Balancing supply efficacy, and scale/performance outcomes in programmatic can be very similar to the story of Goldilocks. Brands have to try both extremes to identify their perfect fit based on their unique brand outcomes. Advertisers must start broad, and, over time, hone in on supply sources that generate the most value and transparency. SPO is not a silver-bullet solution. It's a hodgepodge of tools, theories, and emerging protocols that allow brands to take more control over the supply chain. Thus, performance and "value" are very subjective from advertiser to advertiser.
Kristina: How does Viant implement these best practices into its DSP, Adelphic?
Alex: Viant/Adelphic has been maintaining rigorous SPO practices before the popularity of modern mechanisms like ads.txt and sellers.json. With Viant's extensive history in programmatic, we've been focused on working with specific publishers, supply-side platforms, and exchanges to find the fewest number of "hops" to the end publisher and maximize value for our brands. Viant's extensive history with traffic-shaping and supply path curation has carried over when working with self-service brands that utilize the Adelphic DSP. The Adelphic DSP aims to connect brands with all supply sources possible, but as mentioned, targeting the whole universe is not practical or economical. With that in mind, we recommend advertisers ask about resold inventory and non-essential intermediaries that can be redundant in the supply chain. Adelphic has an astute team of programmatic strategists and a media strategy investment team that help advertisers rethink their approach with value and transparency in mind.
Kristina: What does the future hold for SPO? Do you see it becoming more or less necessary?
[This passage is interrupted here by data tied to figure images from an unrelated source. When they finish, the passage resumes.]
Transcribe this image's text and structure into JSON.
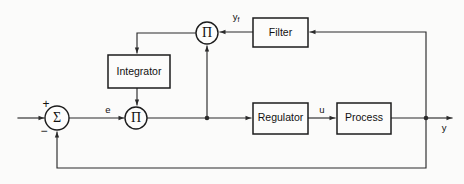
{
  "diagram": {
    "type": "control-system-block-diagram",
    "background_color": "#fbfbfa",
    "line_color": "#2b2b2b",
    "blocks": [
      {
        "id": "integrator",
        "label": "Integrator",
        "shape": "rectangle",
        "x": 108,
        "y": 55,
        "w": 62,
        "h": 33
      },
      {
        "id": "filter",
        "label": "Filter",
        "shape": "rectangle",
        "x": 253,
        "y": 18,
        "w": 55,
        "h": 29
      },
      {
        "id": "regulator",
        "label": "Regulator",
        "shape": "rectangle",
        "x": 253,
        "y": 103,
        "w": 55,
        "h": 31
      },
      {
        "id": "process",
        "label": "Process",
        "shape": "rectangle",
        "x": 337,
        "y": 103,
        "w": 54,
        "h": 31
      }
    ],
    "operators": [
      {
        "id": "sum-junction",
        "symbol": "Σ",
        "name": "summing-junction",
        "cx": 57,
        "cy": 118,
        "r": 12
      },
      {
        "id": "product-lower",
        "symbol": "Π",
        "name": "multiplier-lower",
        "cx": 136,
        "cy": 118,
        "r": 11
      },
      {
        "id": "product-upper",
        "symbol": "Π",
        "name": "multiplier-upper",
        "cx": 207,
        "cy": 33,
        "r": 11
      }
    ],
    "signs": [
      {
        "id": "plus",
        "char": "+",
        "x": 46,
        "y": 105
      },
      {
        "id": "minus",
        "char": "−",
        "x": 44,
        "y": 132
      }
    ],
    "signals": [
      {
        "id": "error",
        "label": "e",
        "sub": "",
        "x": 108,
        "y": 110
      },
      {
        "id": "control",
        "label": "u",
        "sub": "",
        "x": 322,
        "y": 110
      },
      {
        "id": "filtered-output",
        "label": "y",
        "sub": "f",
        "x": 236,
        "y": 17
      },
      {
        "id": "output",
        "label": "y",
        "sub": "",
        "x": 444,
        "y": 128
      }
    ]
  }
}
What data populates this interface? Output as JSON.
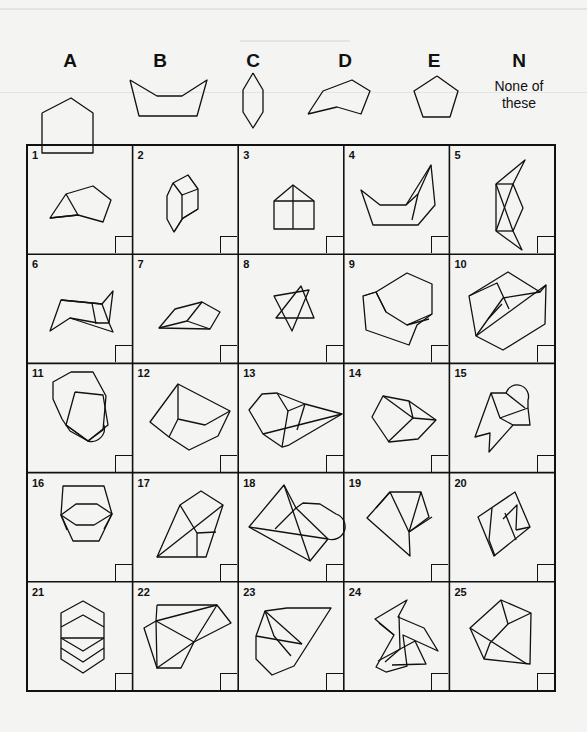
{
  "reference_shapes": [
    {
      "id": "A",
      "label": "A",
      "x": 70,
      "points": "42,113 71,98 93,113 93,113 93,153 42,153 42,113"
    },
    {
      "id": "B",
      "label": "B",
      "x": 160,
      "points": "130,80 157,96 182,96 207,80 197,116 139,116 130,80"
    },
    {
      "id": "C",
      "label": "C",
      "x": 253,
      "points": "253,73 263,90 263,112 253,128 243,112 243,90 253,73"
    },
    {
      "id": "D",
      "label": "D",
      "x": 345,
      "points": "308,114 323,91 352,80 370,91 361,114 337,107 308,114"
    },
    {
      "id": "E",
      "label": "E",
      "x": 434,
      "points": "437,76 458,91 450,117 423,117 414,91 437,76"
    },
    {
      "id": "N",
      "label": "N",
      "x": 519,
      "sub": "None of these"
    }
  ],
  "grid": {
    "left": 27,
    "top": 145,
    "col_w": 105.6,
    "row_h": 109.2,
    "cols": 5,
    "rows": 5,
    "cells": [
      {
        "n": "1"
      },
      {
        "n": "2"
      },
      {
        "n": "3"
      },
      {
        "n": "4"
      },
      {
        "n": "5"
      },
      {
        "n": "6"
      },
      {
        "n": "7"
      },
      {
        "n": "8"
      },
      {
        "n": "9"
      },
      {
        "n": "10"
      },
      {
        "n": "11"
      },
      {
        "n": "12"
      },
      {
        "n": "13"
      },
      {
        "n": "14"
      },
      {
        "n": "15"
      },
      {
        "n": "16"
      },
      {
        "n": "17"
      },
      {
        "n": "18"
      },
      {
        "n": "19"
      },
      {
        "n": "20"
      },
      {
        "n": "21"
      },
      {
        "n": "22"
      },
      {
        "n": "23"
      },
      {
        "n": "24"
      },
      {
        "n": "25"
      }
    ]
  },
  "figures": [
    [
      "M50,218 L66,194 L93,186 L111,200 L103,222 L78,215 Z",
      "M66,194 L78,215 L50,218"
    ],
    [
      "M173,183 L188,175 L198,189 L198,209 L183,218 L174,232 L167,219 L167,196 Z",
      "M173,183 L182,195 L198,189",
      "M182,195 L182,219 L198,209",
      "M182,219 L174,232"
    ],
    [
      "M274,201 L293,185 L314,201 L314,229 L274,229 Z",
      "M274,201 L314,201",
      "M293,185 L293,229"
    ],
    [
      "M361,190 L380,205 L406,205 L431,165 L435,205 L418,225 L373,225 Z",
      "M406,205 L418,194 L431,165",
      "M418,194 L412,220"
    ],
    [
      "M496,184 L525,160 L513,184 L523,208 L513,231 L522,250 L496,231 Z",
      "M496,184 L513,184",
      "M496,231 L513,231",
      "M496,184 L513,231",
      "M513,184 L496,231"
    ],
    [
      "M50,331 L61,300 L102,304 L113,291 L109,323 L113,332 L70,318 Z",
      "M61,300 L92,303 L102,304",
      "M70,318 L98,323 L109,323",
      "M102,304 L109,323",
      "M92,303 L96,324"
    ],
    [
      "M159,328 L175,309 L202,302 L220,312 L210,329 Z",
      "M202,302 L187,321 L159,328",
      "M187,321 L210,329"
    ],
    [
      "M274,296 L309,290 L292,331 Z",
      "M276,318 L314,318 L301,286 Z"
    ],
    [
      "M376,292 L407,273 L432,284 L432,314 L417,325 L409,345 L366,330 L363,296 Z",
      "M363,296 L376,292 L386,312 L407,325 L432,314",
      "M386,312 L376,292",
      "M407,325 L429,319"
    ],
    [
      "M469,296 L508,272 L540,292 L546,285 L545,324 L503,350 L476,336 Z",
      "M469,296 L497,283 L509,309",
      "M476,336 L546,285",
      "M476,336 L503,298 L540,292",
      "M488,319 L502,304"
    ],
    [
      "M53,382 L71,372 L93,372 L106,396 L103,430 L88,441 L70,431 L62,419 L53,399 Z",
      "M75,392 L103,395 L108,425 L88,441 L66,425 L75,392",
      "M66,425 L88,441",
      "M104,425 A13,13 0 0,1 88,441"
    ],
    [
      "M150,422 L178,384 L230,411 L218,436 L189,450 L169,437 Z",
      "M178,384 L178,419 L205,425 L230,411",
      "M178,419 L169,437"
    ],
    [
      "M249,410 L262,394 L277,393 L305,404 L342,414 L289,445 L282,447 L263,434 Z",
      "M277,393 L288,411 L305,404",
      "M288,411 L282,447",
      "M263,434 L342,414",
      "M305,404 L297,430"
    ],
    [
      "M372,417 L383,396 L409,401 L436,420 L418,439 L389,442 Z",
      "M383,396 L413,418 L409,401",
      "M413,418 L436,420",
      "M413,418 L388,442"
    ],
    [
      "M491,393 L506,393 A11,11 0 0,1 528,400 L528,408 L530,425 L513,425 L489,452 L490,433 L475,437 Z",
      "M491,393 L500,418 L513,425",
      "M506,393 L525,408",
      "M500,418 L528,408"
    ],
    [
      "M63,486 L104,486 L112,514 L99,541 L73,541 L61,515 Z",
      "M61,515 L76,504 L97,504 L112,514 L94,525 L76,525 Z",
      "M61,515 L67,530",
      "M112,514 L104,529"
    ],
    [
      "M157,557 L180,505 L201,491 L223,505 L206,557 Z",
      "M157,557 L223,505",
      "M180,505 L197,533 L197,557",
      "M197,533 L216,532"
    ],
    [
      "M249,527 L284,485 L296,508 L303,503 L320,504 L336,514 A13,13 0 0,1 328,539 L310,561 Z",
      "M249,527 L328,539",
      "M284,485 L310,561",
      "M275,529 L296,508",
      "M296,508 L328,539"
    ],
    [
      "M367,518 L390,492 L421,492 L429,517 L409,532 L410,556 Z",
      "M376,508 L390,492",
      "M390,492 L409,532",
      "M421,492 L409,532",
      "M409,532 L432,517"
    ],
    [
      "M478,517 L515,492 L530,527 L494,556 Z",
      "M492,508 L489,540 L495,556",
      "M505,513 L516,540",
      "M503,519 L517,505 L516,530",
      "M516,530 L530,527"
    ],
    [
      "M61,613 L83,601 L104,613 L104,659 L83,673 L61,659 Z",
      "M61,627 L83,615 L104,627",
      "M61,638 L83,651 L104,638",
      "M61,648 L83,662 L104,648",
      "M61,638 L104,638"
    ],
    [
      "M144,628 L156,621 L217,605 L231,623 L194,642 L181,668 L157,668 Z",
      "M156,621 L157,668 L194,642",
      "M156,621 L194,642 L217,605",
      "M157,605 L156,621",
      "M157,605 L217,605"
    ],
    [
      "M265,611 L287,608 L331,608 L294,666 L272,675 L256,659 L256,636 Z",
      "M265,611 L302,644",
      "M256,636 L302,644",
      "M265,611 L274,636 L291,656"
    ],
    [
      "M375,619 L407,600 L398,617 L424,628 L438,651 L403,635 L407,666 L386,672 L376,667 L394,635 Z",
      "M379,623 L394,635",
      "M399,616 L400,649 L385,662",
      "M378,661 L415,641 L426,664 L392,665"
    ],
    [
      "M470,628 L501,600 L531,613 L530,664 L484,659 Z",
      "M470,628 L527,664",
      "M501,600 L508,624 L531,613",
      "M508,624 L490,643 L484,659"
    ]
  ]
}
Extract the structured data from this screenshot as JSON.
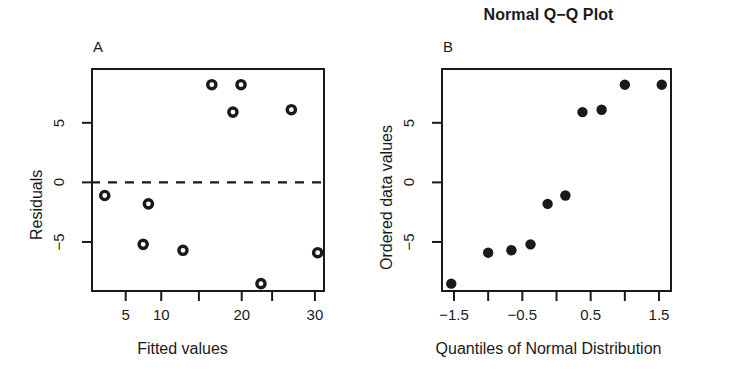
{
  "figure": {
    "width": 731,
    "height": 384,
    "background": "#ffffff",
    "ink": "#1a1a1a"
  },
  "panels": {
    "a": {
      "letter": "A",
      "title": "",
      "xlabel": "Fitted values",
      "ylabel": "Residuals"
    },
    "b": {
      "letter": "B",
      "title": "Normal Q−Q Plot",
      "xlabel": "Quantiles of Normal Distribution",
      "ylabel": "Ordered data values"
    }
  },
  "chart_data": [
    {
      "type": "scatter",
      "panel": "A",
      "title": "",
      "xlabel": "Fitted values",
      "ylabel": "Residuals",
      "xscale": "log",
      "xlim": [
        3.6,
        33.0
      ],
      "ylim": [
        -9.2,
        9.6
      ],
      "grid": false,
      "legend": null,
      "xticks": [
        5,
        7,
        10,
        15,
        20,
        30
      ],
      "xtick_labels": [
        "5",
        "10",
        "",
        "20",
        "",
        "30"
      ],
      "xtick_labels_shown": [
        "5",
        "10",
        "20",
        "30"
      ],
      "yticks": [
        -5,
        0,
        5
      ],
      "ytick_labels": [
        "−5",
        "0",
        "5"
      ],
      "reference_line": {
        "type": "hline",
        "y": 0,
        "style": "dashed"
      },
      "marker": "open-circle",
      "points": [
        {
          "x": 4.1,
          "y": -1.1
        },
        {
          "x": 6.2,
          "y": -1.8
        },
        {
          "x": 5.9,
          "y": -5.2
        },
        {
          "x": 8.6,
          "y": -5.7
        },
        {
          "x": 11.3,
          "y": 8.2
        },
        {
          "x": 13.8,
          "y": 5.9
        },
        {
          "x": 14.9,
          "y": 8.2
        },
        {
          "x": 18.0,
          "y": -8.5
        },
        {
          "x": 24.0,
          "y": 6.1
        },
        {
          "x": 30.8,
          "y": -5.9
        }
      ]
    },
    {
      "type": "scatter",
      "panel": "B",
      "title": "Normal Q−Q Plot",
      "xlabel": "Quantiles of Normal Distribution",
      "ylabel": "Ordered data values",
      "xscale": "linear",
      "xlim": [
        -1.69,
        1.69
      ],
      "ylim": [
        -9.2,
        9.6
      ],
      "grid": false,
      "legend": null,
      "xticks": [
        -1.5,
        -1.0,
        -0.5,
        0.0,
        0.5,
        1.0,
        1.5
      ],
      "xtick_labels": [
        "−1.5",
        "",
        "−0.5",
        "",
        "0.5",
        "",
        "1.5"
      ],
      "xtick_labels_shown": [
        "−1.5",
        "−0.5",
        "0.5",
        "1.5"
      ],
      "yticks": [
        -5,
        0,
        5
      ],
      "ytick_labels": [
        "−5",
        "0",
        "5"
      ],
      "marker": "filled-circle",
      "points": [
        {
          "x": -1.54,
          "y": -8.5
        },
        {
          "x": -1.0,
          "y": -5.9
        },
        {
          "x": -0.66,
          "y": -5.7
        },
        {
          "x": -0.38,
          "y": -5.2
        },
        {
          "x": -0.13,
          "y": -1.8
        },
        {
          "x": 0.13,
          "y": -1.1
        },
        {
          "x": 0.38,
          "y": 5.9
        },
        {
          "x": 0.66,
          "y": 6.1
        },
        {
          "x": 1.0,
          "y": 8.2
        },
        {
          "x": 1.54,
          "y": 8.2
        }
      ]
    }
  ]
}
Alex: The future is bright for SPO, and that is not necessarily a good thing. In a space that's riddled with complexity and high degrees of fragmentation, there will always be malicious or non-economical entities that await an unsuspecting brand. To carry on our comment from earlier, SPO is not a silver bullet, but rather a muscle that has to be continuously exercised over time to be effective. In many ways, SPO is comparable to how we've built safer cars, better road hazard warnings, and provided better drivers training -- the dangers remain, but rates of accidents have decreased with each innovation. In this vein, there will be more technologies, more "required" features of DSPs (like ads.txt), and more training for programmatic professionals so that we can reduce the impacts from inefficient sources and bring the most value back to the advertisers we work with or for.